Council on Aging making money, filling bellies with meal business
The folks who deliver free meals to Sonoma County’s homebound seniors have found a way to make a buck with their expansive commercial kitchen.
The nonprofit Council on Aging is selling its own line of prepared meals at a growing number of North Bay grocery stores, including Safeway and G&G Supermarkets. This year, the Santa Rosa-based organization expects to sell about 75,000 refrigerated dishes under its brand, The Noble Spoon.
The sales will include purchases made from vending machines at San Francisco’s KQED television station and other Bay Area employers.
Five of the brand’s entrées were created by celebrated Sonoma County chef John Ash and feature his name on the label. They include such dishes as Spanish Cassoulet with slow-cooked pork, Chicken Melitzana with smoked polenta and Mexican Pot Roast with roasted corn and peppers.

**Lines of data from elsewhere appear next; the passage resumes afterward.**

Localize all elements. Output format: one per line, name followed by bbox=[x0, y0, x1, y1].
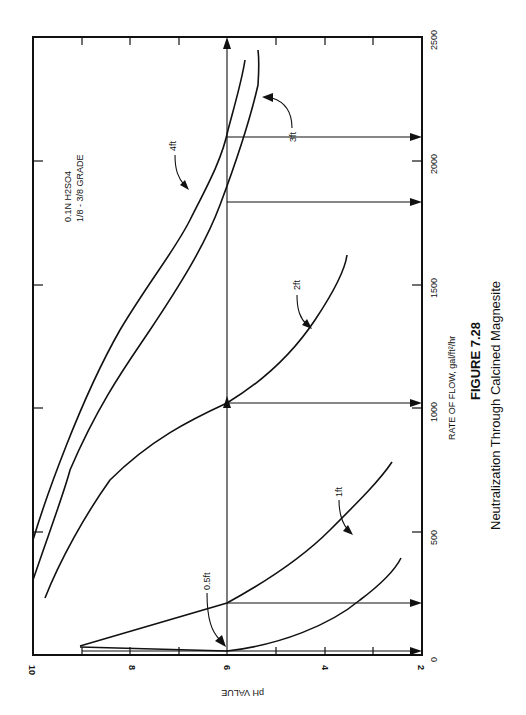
label-3ft: 3ft bbox=[262, 93, 298, 142]
svg-text:500: 500 bbox=[429, 530, 439, 545]
svg-text:4ft: 4ft bbox=[168, 140, 178, 151]
svg-text:10: 10 bbox=[27, 665, 37, 675]
svg-text:1ft: 1ft bbox=[334, 486, 344, 497]
crossing-guides bbox=[82, 133, 422, 655]
svg-text:6: 6 bbox=[222, 665, 232, 670]
ph-axis-title: pH VALUE bbox=[221, 688, 264, 698]
ph6-reference-line bbox=[223, 37, 231, 655]
svg-text:1000: 1000 bbox=[429, 402, 439, 422]
curve-0.5ft bbox=[80, 558, 401, 651]
svg-text:1500: 1500 bbox=[429, 278, 439, 298]
chart-canvas: 4ft 3ft 2ft 1ft 0.5ft 0.1N H2SO4 1/8 - 3… bbox=[0, 0, 526, 715]
svg-text:2500: 2500 bbox=[429, 30, 439, 50]
label-2ft: 2ft bbox=[292, 279, 312, 329]
svg-text:1/8 - 3/8 GRADE: 1/8 - 3/8 GRADE bbox=[75, 154, 85, 222]
figure-number: FIGURE 7.28 bbox=[468, 322, 483, 400]
conditions-annotation: 0.1N H2SO4 1/8 - 3/8 GRADE bbox=[63, 154, 85, 222]
svg-text:2000: 2000 bbox=[429, 154, 439, 174]
svg-text:8: 8 bbox=[127, 665, 137, 670]
curve-3ft bbox=[33, 50, 259, 580]
label-4ft: 4ft bbox=[168, 140, 189, 190]
svg-text:3ft: 3ft bbox=[288, 131, 298, 142]
curve-1ft bbox=[80, 462, 392, 646]
flow-tick-labels: 0 500 1000 1500 2000 2500 bbox=[429, 30, 439, 662]
ph-tick-labels: 10 8 6 4 2 bbox=[27, 665, 426, 675]
svg-text:2: 2 bbox=[416, 665, 426, 670]
svg-text:0.5ft: 0.5ft bbox=[202, 572, 212, 590]
curve-4ft bbox=[33, 60, 245, 540]
svg-text:4: 4 bbox=[320, 665, 330, 670]
svg-text:0: 0 bbox=[429, 657, 439, 662]
figure-caption: Neutralization Through Calcined Magnesit… bbox=[488, 281, 503, 530]
svg-text:0.1N H2SO4: 0.1N H2SO4 bbox=[63, 171, 73, 222]
svg-text:2ft: 2ft bbox=[292, 279, 302, 290]
flow-axis-title: RATE OF FLOW, gal/ft²/hr bbox=[447, 336, 457, 440]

It’s hard to know what is more noteworthy: a nonprofit turning a profit, or a program with a longstanding reputation for bland food devising a menu that is drawing increasing numbers of consumers to its version of ready-to-eat “Wine Country Dining.”

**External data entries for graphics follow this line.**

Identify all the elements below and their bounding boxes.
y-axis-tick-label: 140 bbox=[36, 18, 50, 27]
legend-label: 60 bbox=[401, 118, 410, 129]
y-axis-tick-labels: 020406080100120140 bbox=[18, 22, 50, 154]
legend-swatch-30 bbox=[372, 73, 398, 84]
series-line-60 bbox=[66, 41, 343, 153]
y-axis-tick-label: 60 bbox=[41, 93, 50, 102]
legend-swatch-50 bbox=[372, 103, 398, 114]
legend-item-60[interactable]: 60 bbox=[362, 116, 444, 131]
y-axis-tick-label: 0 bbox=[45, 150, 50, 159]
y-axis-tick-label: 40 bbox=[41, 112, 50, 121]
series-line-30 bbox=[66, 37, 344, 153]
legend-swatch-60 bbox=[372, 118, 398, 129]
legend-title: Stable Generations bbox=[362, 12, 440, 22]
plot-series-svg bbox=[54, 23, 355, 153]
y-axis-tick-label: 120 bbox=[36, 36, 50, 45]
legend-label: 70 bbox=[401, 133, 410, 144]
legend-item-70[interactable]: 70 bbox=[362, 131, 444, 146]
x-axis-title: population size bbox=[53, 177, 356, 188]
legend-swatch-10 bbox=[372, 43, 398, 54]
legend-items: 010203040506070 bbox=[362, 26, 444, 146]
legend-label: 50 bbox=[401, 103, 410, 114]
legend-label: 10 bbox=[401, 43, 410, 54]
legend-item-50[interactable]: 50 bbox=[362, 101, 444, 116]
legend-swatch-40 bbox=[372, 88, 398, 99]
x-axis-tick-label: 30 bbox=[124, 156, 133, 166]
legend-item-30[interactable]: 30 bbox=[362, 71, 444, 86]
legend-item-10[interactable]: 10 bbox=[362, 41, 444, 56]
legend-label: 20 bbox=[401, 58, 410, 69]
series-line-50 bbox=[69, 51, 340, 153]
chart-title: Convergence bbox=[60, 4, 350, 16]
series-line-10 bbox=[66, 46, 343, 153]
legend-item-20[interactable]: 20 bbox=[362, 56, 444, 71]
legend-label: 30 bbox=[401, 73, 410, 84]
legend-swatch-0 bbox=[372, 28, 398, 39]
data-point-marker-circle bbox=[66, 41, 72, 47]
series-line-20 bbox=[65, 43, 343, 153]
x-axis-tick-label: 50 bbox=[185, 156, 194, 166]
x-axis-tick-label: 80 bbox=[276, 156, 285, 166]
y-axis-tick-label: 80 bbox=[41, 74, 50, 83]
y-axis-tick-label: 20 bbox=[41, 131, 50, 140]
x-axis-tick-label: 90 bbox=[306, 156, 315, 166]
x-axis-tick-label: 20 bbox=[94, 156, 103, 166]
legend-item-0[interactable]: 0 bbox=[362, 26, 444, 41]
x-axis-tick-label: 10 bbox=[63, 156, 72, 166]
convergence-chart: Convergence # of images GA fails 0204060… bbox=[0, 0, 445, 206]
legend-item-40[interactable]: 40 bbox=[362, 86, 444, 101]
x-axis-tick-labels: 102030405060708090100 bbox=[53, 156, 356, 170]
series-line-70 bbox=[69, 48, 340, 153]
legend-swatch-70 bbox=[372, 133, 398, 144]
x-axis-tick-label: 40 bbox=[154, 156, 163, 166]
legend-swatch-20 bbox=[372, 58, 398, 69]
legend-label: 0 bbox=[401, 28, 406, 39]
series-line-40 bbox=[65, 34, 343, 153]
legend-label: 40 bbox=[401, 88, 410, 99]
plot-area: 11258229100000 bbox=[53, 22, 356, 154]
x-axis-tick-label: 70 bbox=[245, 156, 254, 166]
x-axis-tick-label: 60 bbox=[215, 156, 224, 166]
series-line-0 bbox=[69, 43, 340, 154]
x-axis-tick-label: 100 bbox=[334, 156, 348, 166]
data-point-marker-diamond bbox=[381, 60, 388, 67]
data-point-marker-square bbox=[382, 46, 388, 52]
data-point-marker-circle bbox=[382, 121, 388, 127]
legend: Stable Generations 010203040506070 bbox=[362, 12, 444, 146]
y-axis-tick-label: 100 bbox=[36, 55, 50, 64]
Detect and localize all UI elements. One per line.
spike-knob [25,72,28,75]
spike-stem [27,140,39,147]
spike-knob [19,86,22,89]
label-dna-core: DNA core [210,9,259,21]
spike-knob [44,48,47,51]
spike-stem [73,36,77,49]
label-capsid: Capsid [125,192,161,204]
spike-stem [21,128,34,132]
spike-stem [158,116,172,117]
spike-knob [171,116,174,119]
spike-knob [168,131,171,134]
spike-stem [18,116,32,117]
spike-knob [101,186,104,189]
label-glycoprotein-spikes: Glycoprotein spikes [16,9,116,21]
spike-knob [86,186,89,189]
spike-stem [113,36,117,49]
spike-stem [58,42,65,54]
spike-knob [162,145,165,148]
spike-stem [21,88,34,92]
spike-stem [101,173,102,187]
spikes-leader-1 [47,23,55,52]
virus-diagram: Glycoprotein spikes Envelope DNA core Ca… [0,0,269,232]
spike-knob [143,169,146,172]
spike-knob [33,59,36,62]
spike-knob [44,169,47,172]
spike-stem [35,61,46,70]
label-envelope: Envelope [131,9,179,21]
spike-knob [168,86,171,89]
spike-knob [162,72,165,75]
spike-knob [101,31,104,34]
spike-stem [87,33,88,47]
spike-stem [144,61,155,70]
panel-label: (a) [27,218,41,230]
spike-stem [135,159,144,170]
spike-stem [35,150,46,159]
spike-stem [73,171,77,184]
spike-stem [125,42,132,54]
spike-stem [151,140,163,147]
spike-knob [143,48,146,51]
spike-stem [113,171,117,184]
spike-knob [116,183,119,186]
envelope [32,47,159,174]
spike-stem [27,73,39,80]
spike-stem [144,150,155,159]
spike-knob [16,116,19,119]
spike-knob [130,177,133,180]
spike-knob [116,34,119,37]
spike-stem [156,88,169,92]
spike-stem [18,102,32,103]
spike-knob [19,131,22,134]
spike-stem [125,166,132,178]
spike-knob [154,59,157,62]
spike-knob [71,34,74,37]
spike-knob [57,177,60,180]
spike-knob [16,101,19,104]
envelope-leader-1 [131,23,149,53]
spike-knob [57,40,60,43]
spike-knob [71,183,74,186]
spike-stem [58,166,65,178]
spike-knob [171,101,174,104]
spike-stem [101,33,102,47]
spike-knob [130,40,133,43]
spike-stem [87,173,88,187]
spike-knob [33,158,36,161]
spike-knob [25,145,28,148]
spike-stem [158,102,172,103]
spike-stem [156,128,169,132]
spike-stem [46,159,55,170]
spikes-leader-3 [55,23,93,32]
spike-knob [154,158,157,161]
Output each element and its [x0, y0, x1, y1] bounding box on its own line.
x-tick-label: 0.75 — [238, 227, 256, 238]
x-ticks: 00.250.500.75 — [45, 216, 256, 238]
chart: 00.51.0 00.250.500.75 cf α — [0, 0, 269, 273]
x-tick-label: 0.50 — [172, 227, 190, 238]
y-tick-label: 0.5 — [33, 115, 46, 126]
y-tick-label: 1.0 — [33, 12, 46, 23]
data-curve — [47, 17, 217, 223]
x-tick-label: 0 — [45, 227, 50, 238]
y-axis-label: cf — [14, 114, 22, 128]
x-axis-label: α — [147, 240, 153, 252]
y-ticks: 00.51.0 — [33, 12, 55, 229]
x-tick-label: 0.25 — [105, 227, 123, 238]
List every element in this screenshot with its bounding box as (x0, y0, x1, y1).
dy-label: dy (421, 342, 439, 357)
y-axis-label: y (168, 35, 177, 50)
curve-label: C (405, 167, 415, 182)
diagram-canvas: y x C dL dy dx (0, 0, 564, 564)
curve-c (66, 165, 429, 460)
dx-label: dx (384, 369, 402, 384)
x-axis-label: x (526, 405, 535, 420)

Marrianne McBride, the council’s president and CEO, said her organization received key help from both Ash and G&G, which was the first retailer to take a chance on the council’s consumer-oriented meals. The Noble Spoon brand has grown, she said, because of tasty food and its added sweetener for consumers, namely that $2 of every meal is helping her agency feed senior citizens.
“People know this is going back to this community,” McBride said about the profits.
The council expects to make enough money off the food sales in the coming year to require the payment of both income and property taxes. Charles Lindner, the organization’s chef and director of business development, said that will represent an exciting milestone, “a nonprofit paying taxes to the government agency that supports us.”
The venture is now producing about 10,000 meals a month and Lindner forecasts annual sales to grow to about 144,000 meals next year, compared to about 15,000 a year ago.
Diving into business world
Nonprofits have long found enterprising ways to make money, whether by opening a thrift shop or by selling tickets to an arts benefit.
But The Noble Spoon represents a deeper dive into the business world, one in which the nonprofit’s meals are competing directly with regular food manufacturers for space on supermarket shelves and inside vending machines.
That makes the enterprise relatively uncommon today among local nonprofits and among senior food programs across the United States. But officials that represent many of the nation’s charitable groups expect other agencies will follow suit.
“This is the future,” said Jenny Bertolette, communications director with Meals on Wheels America in Alexandria, Va.
For Meals on Wheels, the change will be driven partly by a growing need, Bertolette said.
Between 2010 and 2050, the number of U.S. seniors is expected to double. It’s unlikely that government aid can keep pace, she said, meaning local food programs will have to find other sources of income to meet demand.
The Noble Spoon can be found at 29 stores and other outlets in Sonoma and Marin counties. In any week, chef Lindner and his two cooks typically make 10 of 20 possible dishes. The suggested retail price of the meals varies from $4.99 to $6.50.
What makes this enterprise possible is the $3.5 million kitchen that the Council on Aging completed in 2007. The 10,000-square-foot facility has the capacity to make upwards of 14,000 meals a day.
In addition to The Noble Spoon, the council makes about 285,000 meals a year for its senior food program, plus another 90,000 for seniors served by another agency in Marin County.
The move to better utilize the kitchen got a big boost in 2011 when the council turned for help to another longtime local chef, Josef Keller. McBride recalled Keller’s initial thoughts about Meals on Wheels: “You’re not known for good food.”
But the chef, who had run such white tablecloth restaurants as La Province and Josef’s, accepted the challenge to help. He threw out the old menu and devised a new one. He also stopped the practice of serving hot meals, which because of food regulations inevitably resulted in overcooked food. Instead, the program switched to refrigerated entrées that can be reheated.
To oversee the production of the new menu, the council turned to Lindner, who had experience not only as a chef but also in training business people to run culinary companies. He soon began experimenting with ways to bring in extra income, including catering and renting space in the kitchen to food companies.